Task description: Your job is to copy every line in the material containing the word "will".

------------------------------------------------

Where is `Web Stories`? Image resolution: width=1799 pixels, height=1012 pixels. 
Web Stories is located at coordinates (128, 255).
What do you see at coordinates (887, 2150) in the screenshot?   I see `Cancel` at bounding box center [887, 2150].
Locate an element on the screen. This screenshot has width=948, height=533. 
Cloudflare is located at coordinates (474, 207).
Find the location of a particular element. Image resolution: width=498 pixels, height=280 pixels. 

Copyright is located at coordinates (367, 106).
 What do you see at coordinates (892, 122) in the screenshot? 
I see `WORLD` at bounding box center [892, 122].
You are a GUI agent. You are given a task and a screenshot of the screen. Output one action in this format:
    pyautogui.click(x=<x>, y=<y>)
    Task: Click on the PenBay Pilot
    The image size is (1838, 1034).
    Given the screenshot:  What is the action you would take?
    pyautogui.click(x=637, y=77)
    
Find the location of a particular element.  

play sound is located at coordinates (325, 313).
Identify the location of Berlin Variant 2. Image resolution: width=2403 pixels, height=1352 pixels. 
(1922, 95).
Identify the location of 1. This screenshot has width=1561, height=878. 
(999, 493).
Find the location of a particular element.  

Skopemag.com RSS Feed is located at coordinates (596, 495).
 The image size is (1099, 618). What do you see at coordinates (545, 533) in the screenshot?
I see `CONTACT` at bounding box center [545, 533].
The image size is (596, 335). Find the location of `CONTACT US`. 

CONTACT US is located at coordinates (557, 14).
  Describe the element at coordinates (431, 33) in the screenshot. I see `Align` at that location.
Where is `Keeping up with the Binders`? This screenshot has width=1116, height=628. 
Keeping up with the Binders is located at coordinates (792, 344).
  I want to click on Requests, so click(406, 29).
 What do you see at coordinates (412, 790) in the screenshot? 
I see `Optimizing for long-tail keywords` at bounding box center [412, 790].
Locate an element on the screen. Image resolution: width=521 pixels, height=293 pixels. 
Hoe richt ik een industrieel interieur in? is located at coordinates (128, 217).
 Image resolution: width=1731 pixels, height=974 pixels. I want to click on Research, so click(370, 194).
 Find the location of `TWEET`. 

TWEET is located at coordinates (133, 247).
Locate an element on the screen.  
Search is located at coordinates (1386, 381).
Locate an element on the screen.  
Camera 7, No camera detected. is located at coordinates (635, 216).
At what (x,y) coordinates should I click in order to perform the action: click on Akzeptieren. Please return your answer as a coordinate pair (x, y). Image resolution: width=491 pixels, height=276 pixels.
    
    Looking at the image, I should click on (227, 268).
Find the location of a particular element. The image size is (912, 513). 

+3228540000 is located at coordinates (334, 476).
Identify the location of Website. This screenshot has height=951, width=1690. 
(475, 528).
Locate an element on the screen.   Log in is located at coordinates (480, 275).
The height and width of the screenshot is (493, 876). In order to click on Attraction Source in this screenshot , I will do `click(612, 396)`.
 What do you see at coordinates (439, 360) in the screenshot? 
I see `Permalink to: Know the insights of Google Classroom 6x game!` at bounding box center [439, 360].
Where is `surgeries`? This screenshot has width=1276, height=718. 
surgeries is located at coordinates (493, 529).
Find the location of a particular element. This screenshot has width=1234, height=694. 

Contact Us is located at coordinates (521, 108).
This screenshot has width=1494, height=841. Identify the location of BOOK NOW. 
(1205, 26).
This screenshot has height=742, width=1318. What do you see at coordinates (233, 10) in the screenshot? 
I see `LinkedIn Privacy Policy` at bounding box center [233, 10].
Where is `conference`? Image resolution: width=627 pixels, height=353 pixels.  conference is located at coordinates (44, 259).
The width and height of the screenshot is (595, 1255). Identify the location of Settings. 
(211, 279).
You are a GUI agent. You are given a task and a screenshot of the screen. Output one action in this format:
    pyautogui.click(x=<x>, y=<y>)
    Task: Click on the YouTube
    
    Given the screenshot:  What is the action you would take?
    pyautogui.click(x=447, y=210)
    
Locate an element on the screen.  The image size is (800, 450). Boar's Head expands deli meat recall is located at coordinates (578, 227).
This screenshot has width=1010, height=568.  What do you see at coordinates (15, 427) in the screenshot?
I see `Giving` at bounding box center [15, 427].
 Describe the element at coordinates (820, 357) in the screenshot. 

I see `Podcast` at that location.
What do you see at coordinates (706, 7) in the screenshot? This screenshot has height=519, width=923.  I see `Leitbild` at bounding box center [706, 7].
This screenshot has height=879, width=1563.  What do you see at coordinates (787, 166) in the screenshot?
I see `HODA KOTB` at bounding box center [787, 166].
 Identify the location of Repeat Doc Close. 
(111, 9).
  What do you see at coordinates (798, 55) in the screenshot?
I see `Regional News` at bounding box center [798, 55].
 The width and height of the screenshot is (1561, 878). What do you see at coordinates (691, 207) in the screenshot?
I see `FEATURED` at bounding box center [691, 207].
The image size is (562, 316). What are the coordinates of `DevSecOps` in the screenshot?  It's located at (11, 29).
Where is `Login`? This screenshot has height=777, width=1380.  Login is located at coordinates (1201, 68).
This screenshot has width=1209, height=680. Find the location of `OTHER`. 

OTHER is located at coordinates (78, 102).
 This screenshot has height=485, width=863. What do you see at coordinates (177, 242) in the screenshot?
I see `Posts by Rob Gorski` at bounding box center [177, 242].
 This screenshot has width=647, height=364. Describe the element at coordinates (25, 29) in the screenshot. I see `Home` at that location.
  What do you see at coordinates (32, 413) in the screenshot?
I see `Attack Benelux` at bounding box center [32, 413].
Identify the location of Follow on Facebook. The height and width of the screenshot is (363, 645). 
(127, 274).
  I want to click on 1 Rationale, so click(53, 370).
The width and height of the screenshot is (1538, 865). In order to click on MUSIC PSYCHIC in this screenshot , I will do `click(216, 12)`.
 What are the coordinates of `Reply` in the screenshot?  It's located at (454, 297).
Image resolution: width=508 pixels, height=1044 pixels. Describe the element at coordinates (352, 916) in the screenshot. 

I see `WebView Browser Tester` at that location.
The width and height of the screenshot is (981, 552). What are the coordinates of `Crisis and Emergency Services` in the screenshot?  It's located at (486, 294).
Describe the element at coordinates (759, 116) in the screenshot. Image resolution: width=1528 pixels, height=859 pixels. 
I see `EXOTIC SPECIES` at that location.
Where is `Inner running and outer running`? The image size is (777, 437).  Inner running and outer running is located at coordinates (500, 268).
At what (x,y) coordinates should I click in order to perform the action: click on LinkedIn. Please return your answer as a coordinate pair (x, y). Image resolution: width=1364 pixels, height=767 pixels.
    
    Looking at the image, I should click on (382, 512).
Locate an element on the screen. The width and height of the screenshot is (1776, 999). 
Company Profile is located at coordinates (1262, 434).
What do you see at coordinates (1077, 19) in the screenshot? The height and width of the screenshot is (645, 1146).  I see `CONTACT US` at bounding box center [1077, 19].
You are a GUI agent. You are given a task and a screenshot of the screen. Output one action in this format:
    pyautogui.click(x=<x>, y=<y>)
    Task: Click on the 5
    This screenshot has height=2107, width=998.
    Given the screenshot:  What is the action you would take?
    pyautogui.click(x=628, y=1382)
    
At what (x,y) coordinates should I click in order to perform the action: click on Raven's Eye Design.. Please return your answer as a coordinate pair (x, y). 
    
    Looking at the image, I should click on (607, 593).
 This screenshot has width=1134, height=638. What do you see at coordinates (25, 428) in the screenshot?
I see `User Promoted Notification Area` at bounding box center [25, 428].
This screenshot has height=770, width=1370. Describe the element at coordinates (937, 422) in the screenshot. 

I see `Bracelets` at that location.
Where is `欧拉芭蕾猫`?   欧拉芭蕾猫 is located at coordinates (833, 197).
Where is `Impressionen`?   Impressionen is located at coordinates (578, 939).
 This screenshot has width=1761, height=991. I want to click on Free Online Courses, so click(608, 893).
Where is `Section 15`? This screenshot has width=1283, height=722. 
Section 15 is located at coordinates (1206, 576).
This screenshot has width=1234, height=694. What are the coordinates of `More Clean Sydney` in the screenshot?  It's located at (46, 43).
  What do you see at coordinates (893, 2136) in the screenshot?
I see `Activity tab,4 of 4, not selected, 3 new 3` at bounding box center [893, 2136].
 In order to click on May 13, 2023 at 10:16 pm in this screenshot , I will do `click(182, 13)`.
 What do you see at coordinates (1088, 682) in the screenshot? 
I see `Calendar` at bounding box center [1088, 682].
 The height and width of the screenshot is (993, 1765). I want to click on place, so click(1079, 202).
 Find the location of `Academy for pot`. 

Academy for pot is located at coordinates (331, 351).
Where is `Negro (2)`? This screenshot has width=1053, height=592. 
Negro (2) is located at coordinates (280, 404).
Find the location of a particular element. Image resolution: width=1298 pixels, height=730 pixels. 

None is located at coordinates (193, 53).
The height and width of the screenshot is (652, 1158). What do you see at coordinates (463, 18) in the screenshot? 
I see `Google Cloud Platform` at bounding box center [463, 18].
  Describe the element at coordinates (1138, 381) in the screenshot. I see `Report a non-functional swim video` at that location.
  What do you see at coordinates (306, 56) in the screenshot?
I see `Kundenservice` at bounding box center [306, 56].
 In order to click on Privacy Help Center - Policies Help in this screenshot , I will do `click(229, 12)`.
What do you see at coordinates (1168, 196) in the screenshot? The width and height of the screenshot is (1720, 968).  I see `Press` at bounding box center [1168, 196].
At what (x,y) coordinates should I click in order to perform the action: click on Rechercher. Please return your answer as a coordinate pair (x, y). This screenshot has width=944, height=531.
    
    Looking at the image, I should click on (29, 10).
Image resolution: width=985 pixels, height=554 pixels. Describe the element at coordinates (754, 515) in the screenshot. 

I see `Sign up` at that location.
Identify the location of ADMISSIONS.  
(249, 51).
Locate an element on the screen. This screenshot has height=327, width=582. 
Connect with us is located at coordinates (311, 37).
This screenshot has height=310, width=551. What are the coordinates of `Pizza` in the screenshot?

------------------------------------------------

Answer for the task:
The height and width of the screenshot is (493, 876). In order to click on Attraction Source in this screenshot , I will do `click(612, 396)`.
The width and height of the screenshot is (1538, 865). In order to click on MUSIC PSYCHIC in this screenshot , I will do `click(216, 12)`.
 In order to click on May 13, 2023 at 10:16 pm in this screenshot , I will do `click(182, 13)`.
 In order to click on Privacy Help Center - Policies Help in this screenshot , I will do `click(229, 12)`.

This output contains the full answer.